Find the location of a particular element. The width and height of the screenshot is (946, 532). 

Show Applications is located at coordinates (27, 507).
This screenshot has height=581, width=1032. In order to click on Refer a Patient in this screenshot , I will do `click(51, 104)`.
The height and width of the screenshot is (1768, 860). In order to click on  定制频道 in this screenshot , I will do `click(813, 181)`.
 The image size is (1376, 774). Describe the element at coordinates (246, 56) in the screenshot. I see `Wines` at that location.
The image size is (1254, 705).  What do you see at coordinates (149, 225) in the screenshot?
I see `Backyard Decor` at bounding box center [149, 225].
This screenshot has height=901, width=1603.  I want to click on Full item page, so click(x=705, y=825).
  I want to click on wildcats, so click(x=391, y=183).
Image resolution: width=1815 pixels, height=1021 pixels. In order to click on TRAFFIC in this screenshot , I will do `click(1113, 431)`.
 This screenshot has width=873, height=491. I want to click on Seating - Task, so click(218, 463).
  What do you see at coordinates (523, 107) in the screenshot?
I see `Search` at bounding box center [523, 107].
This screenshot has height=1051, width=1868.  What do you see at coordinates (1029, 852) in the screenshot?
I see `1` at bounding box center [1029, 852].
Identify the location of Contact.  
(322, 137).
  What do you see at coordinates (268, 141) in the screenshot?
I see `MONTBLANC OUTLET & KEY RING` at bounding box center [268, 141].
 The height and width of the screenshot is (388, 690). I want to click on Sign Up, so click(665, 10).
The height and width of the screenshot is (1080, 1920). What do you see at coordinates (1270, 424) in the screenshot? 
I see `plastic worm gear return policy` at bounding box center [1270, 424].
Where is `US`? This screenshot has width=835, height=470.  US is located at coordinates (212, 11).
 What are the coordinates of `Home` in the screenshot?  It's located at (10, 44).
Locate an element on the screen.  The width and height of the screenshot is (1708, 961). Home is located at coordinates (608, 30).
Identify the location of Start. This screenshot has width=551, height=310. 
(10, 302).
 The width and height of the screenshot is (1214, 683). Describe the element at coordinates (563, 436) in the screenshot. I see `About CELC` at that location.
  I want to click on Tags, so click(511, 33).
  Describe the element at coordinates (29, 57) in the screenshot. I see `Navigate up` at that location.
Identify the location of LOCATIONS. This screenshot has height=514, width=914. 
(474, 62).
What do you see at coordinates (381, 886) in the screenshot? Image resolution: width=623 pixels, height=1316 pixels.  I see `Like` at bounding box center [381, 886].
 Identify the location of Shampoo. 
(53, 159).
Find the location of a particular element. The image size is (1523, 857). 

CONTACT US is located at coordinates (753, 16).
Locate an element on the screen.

══════════════════════════════

* EXERCISE REQUIREMENTS *
From the listing above, return every line that contains the word "Home".

* PROBLEM SOLUTION *
 What are the coordinates of `Home` in the screenshot?  It's located at (10, 44).
Locate an element on the screen.  The width and height of the screenshot is (1708, 961). Home is located at coordinates (608, 30).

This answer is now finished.